> EXERCISE BRIEF: These entries are to be set down again exactly.

[Data excerpts]
----

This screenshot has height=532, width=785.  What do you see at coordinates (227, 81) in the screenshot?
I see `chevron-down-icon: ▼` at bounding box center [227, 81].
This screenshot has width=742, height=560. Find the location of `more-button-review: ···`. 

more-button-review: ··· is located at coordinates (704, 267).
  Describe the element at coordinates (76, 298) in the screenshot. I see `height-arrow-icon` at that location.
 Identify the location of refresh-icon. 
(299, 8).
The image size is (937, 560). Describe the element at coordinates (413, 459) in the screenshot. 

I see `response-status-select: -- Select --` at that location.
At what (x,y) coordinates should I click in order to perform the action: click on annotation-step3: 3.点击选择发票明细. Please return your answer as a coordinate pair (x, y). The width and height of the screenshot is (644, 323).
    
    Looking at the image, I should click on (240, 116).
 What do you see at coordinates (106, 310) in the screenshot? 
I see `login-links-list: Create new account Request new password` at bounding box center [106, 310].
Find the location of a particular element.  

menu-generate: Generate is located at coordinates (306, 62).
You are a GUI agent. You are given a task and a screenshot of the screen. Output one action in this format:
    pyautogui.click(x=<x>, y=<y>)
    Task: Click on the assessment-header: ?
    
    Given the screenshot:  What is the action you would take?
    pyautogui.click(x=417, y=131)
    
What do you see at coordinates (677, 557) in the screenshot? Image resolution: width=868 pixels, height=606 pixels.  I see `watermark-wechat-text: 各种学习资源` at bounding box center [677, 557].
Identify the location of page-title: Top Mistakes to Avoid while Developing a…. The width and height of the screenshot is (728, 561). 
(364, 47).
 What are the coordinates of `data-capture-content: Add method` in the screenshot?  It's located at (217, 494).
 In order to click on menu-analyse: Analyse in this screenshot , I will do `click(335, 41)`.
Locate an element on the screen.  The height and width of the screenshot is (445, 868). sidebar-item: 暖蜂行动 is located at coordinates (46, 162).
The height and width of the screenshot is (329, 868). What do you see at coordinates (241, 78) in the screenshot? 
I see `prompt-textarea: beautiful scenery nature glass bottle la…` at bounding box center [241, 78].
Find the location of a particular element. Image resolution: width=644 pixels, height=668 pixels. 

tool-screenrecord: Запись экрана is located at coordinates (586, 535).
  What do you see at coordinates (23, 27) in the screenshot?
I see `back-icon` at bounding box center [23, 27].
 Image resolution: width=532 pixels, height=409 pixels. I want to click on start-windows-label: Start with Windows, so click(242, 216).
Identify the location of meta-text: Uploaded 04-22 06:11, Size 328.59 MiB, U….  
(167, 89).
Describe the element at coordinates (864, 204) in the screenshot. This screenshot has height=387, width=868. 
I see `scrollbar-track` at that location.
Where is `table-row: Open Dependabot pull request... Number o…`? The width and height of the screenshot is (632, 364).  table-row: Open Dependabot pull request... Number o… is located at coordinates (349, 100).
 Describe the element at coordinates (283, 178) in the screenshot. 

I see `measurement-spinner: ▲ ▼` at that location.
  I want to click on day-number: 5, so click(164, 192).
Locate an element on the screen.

----

> YOUR SOLUTION:
This screenshot has height=532, width=785.  What do you see at coordinates (227, 81) in the screenshot?
I see `chevron-down-icon: ▼` at bounding box center [227, 81].
This screenshot has width=742, height=560. Find the location of `more-button-review: ···`. 

more-button-review: ··· is located at coordinates (704, 267).
  Describe the element at coordinates (76, 298) in the screenshot. I see `height-arrow-icon` at that location.
 Identify the location of refresh-icon. 
(299, 8).
The image size is (937, 560). Describe the element at coordinates (413, 459) in the screenshot. 

I see `response-status-select: -- Select --` at that location.
At what (x,y) coordinates should I click in order to perform the action: click on annotation-step3: 3.点击选择发票明细. Please return your answer as a coordinate pair (x, y). The width and height of the screenshot is (644, 323).
    
    Looking at the image, I should click on (240, 116).
 What do you see at coordinates (106, 310) in the screenshot? 
I see `login-links-list: Create new account Request new password` at bounding box center [106, 310].
Find the location of a particular element.  

menu-generate: Generate is located at coordinates (306, 62).
You are a GUI agent. You are given a task and a screenshot of the screen. Output one action in this format:
    pyautogui.click(x=<x>, y=<y>)
    Task: Click on the assessment-header: ?
    
    Given the screenshot:  What is the action you would take?
    pyautogui.click(x=417, y=131)
    
What do you see at coordinates (677, 557) in the screenshot? Image resolution: width=868 pixels, height=606 pixels.  I see `watermark-wechat-text: 各种学习资源` at bounding box center [677, 557].
Identify the location of page-title: Top Mistakes to Avoid while Developing a…. The width and height of the screenshot is (728, 561). 
(364, 47).
 What are the coordinates of `data-capture-content: Add method` in the screenshot?  It's located at (217, 494).
 In order to click on menu-analyse: Analyse in this screenshot , I will do `click(335, 41)`.
Locate an element on the screen.  The height and width of the screenshot is (445, 868). sidebar-item: 暖蜂行动 is located at coordinates (46, 162).
The height and width of the screenshot is (329, 868). What do you see at coordinates (241, 78) in the screenshot? 
I see `prompt-textarea: beautiful scenery nature glass bottle la…` at bounding box center [241, 78].
Find the location of a particular element. Image resolution: width=644 pixels, height=668 pixels. 

tool-screenrecord: Запись экрана is located at coordinates (586, 535).
  What do you see at coordinates (23, 27) in the screenshot?
I see `back-icon` at bounding box center [23, 27].
 Image resolution: width=532 pixels, height=409 pixels. I want to click on start-windows-label: Start with Windows, so click(242, 216).
Identify the location of meta-text: Uploaded 04-22 06:11, Size 328.59 MiB, U….  
(167, 89).
Describe the element at coordinates (864, 204) in the screenshot. This screenshot has height=387, width=868. 
I see `scrollbar-track` at that location.
Where is `table-row: Open Dependabot pull request... Number o…`? The width and height of the screenshot is (632, 364).  table-row: Open Dependabot pull request... Number o… is located at coordinates (349, 100).
 Describe the element at coordinates (283, 178) in the screenshot. 

I see `measurement-spinner: ▲ ▼` at that location.
  I want to click on day-number: 5, so click(164, 192).
Locate an element on the screen.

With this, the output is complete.